Honestly that just sounds worse. Why not use universal individually replaceable components unless you are trying to make a have to buy from us unique product
- Customers demand thinner laptops, standard cells won’t fit.
- on HP and Dell’s professional laptops you can fairly easily replace the battery, they even publish service manuals with pictures showing how to do it.
So you are pro proprietary items, anti universal parts? I just think it’s a bad choice overall. I understand they make a battery wrap around components to make it fit, but overall I think it hurts the consumer
There are plenty times when custom solutions are better than generic ones.
Weather or not this is one such time can be debated.
All I noted in my last post was to explain reality.
Generic battery cells in laptops have been dead for a many years now.
Customers won’t accept a laptop thick enough to fit a battery of 18650 cells anymore.
I recently ordered a high power workstation for a user, a Zbook with a U9 cpu and 64GB of ram, that was just maybe 5mm thicker than the normal EliteBook 840 we buy, and holy shit, it felt really old when carrying it.
Yeah to me I don’t understand it either. But that’s personal choice. Then again I’m mostly an anti laptop person. Desktops make sense to me, laptops are the laissez faire I want to be a desktop but am demanding to much mobility for a function best performed in a localized hardwired intranet environment. With video games going mostly online I feel it has brought personal computers into a more internet focused setup and less of a local install hard computing get it done space. Thus exactly what companies like Amazon/Microsoft/etc want, creating a subscription based thin/zero client with a subscription to access anything.
Id say fuck the battery unless it’s for backup power, and still fuck it then if you don’t have your environment set up to run locally, as internet won’t work when the modems go out. Is it outdated concepts, sure… But it’s only outdated because marketing has pushed us that way in my opinion
Precisely. Sadly, that’s not a decision made by anyone that would frequent this comment section.
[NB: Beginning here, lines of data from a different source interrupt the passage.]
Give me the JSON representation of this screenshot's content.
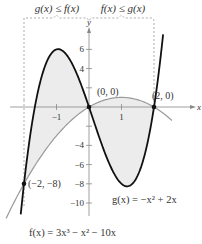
{
  "bracket": {
    "left_label": "g(x) ≤ f(x)",
    "right_label": "f(x) ≤ g(x)"
  },
  "axes": {
    "x_label": "x",
    "y_label": "y",
    "x_ticks": [
      {
        "value": -1,
        "label": "−1"
      },
      {
        "value": 1,
        "label": "1"
      }
    ],
    "y_ticks": [
      {
        "value": 6,
        "label": "6"
      },
      {
        "value": 4,
        "label": "4"
      },
      {
        "value": 2,
        "label": ""
      },
      {
        "value": -2,
        "label": ""
      },
      {
        "value": -4,
        "label": "−4"
      },
      {
        "value": -6,
        "label": "−6"
      },
      {
        "value": -8,
        "label": "−8"
      },
      {
        "value": -10,
        "label": "−10"
      }
    ]
  },
  "points": [
    {
      "x": 0,
      "y": 0,
      "label": "(0, 0)"
    },
    {
      "x": 2,
      "y": 0,
      "label": "(2, 0)"
    },
    {
      "x": -2,
      "y": -8,
      "label": "(−2, −8)"
    }
  ],
  "equations": {
    "g": "g(x) = −x² + 2x",
    "f": "f(x) = 3x³ − x² − 10x"
  },
  "colors": {
    "f_curve": "#111111",
    "g_curve": "#9a9a9a",
    "shade": "#ececec",
    "axis": "#888888",
    "bracket": "#999999"
  },
  "chart_data": {
    "type": "line",
    "title": "",
    "xlabel": "x",
    "ylabel": "y",
    "xlim": [
      -2.6,
      2.6
    ],
    "ylim": [
      -11.5,
      9.5
    ],
    "grid": false,
    "series": [
      {
        "name": "f(x) = 3x³ − x² − 10x",
        "expr": "3x^3 - x^2 - 10x",
        "domain": [
          -2.1,
          2.28
        ]
      },
      {
        "name": "g(x) = −x² + 2x",
        "expr": "-x^2 + 2x",
        "domain": [
          -2.55,
          2.55
        ]
      }
    ],
    "shaded_regions": [
      {
        "between": [
          "f",
          "g"
        ],
        "x_range": [
          -2,
          0
        ],
        "note": "g(x) ≤ f(x)"
      },
      {
        "between": [
          "g",
          "f"
        ],
        "x_range": [
          0,
          2
        ],
        "note": "f(x) ≤ g(x)"
      }
    ],
    "intersections": [
      [
        -2,
        -8
      ],
      [
        0,
        0
      ],
      [
        2,
        0
      ]
    ]
  }
}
I replaced a dell xps13 with a battery from ifixit two years ago and it gave it a new lease on life. Battery went from 20mins at best, to hrs of use in a day which is amazing and it’s still going strong. So yeah, replace it and reclaim your hardware and don’t give into this disposable, planned obsolescence world.
third party batteries are generally ok, but would probably degrade faster than official asus ones.
it would be better for battery health if you keep it on 30~80% range and not drain it till 0%/charge till 100%
I haven’t had trouble with 3rd party batteries but there’s a combination of FUD and legitimate scare stories about them. For cylindrical cells, the really cheap ones are crap and this can be detect by X-ray:
https://hackaday.com/2025/09/29/lumafield-shows-why-your-cheap-18650-cells-are-terrible/
IDK if there’s a similar deal with pouch cells.
Generally, replace your battery at below 50%. At 68% I’d keep using it. Maybe add a power bank if you want to keep going for longer. If 68% isn’t enough to get through your day, then 100% is at best sort of marginal.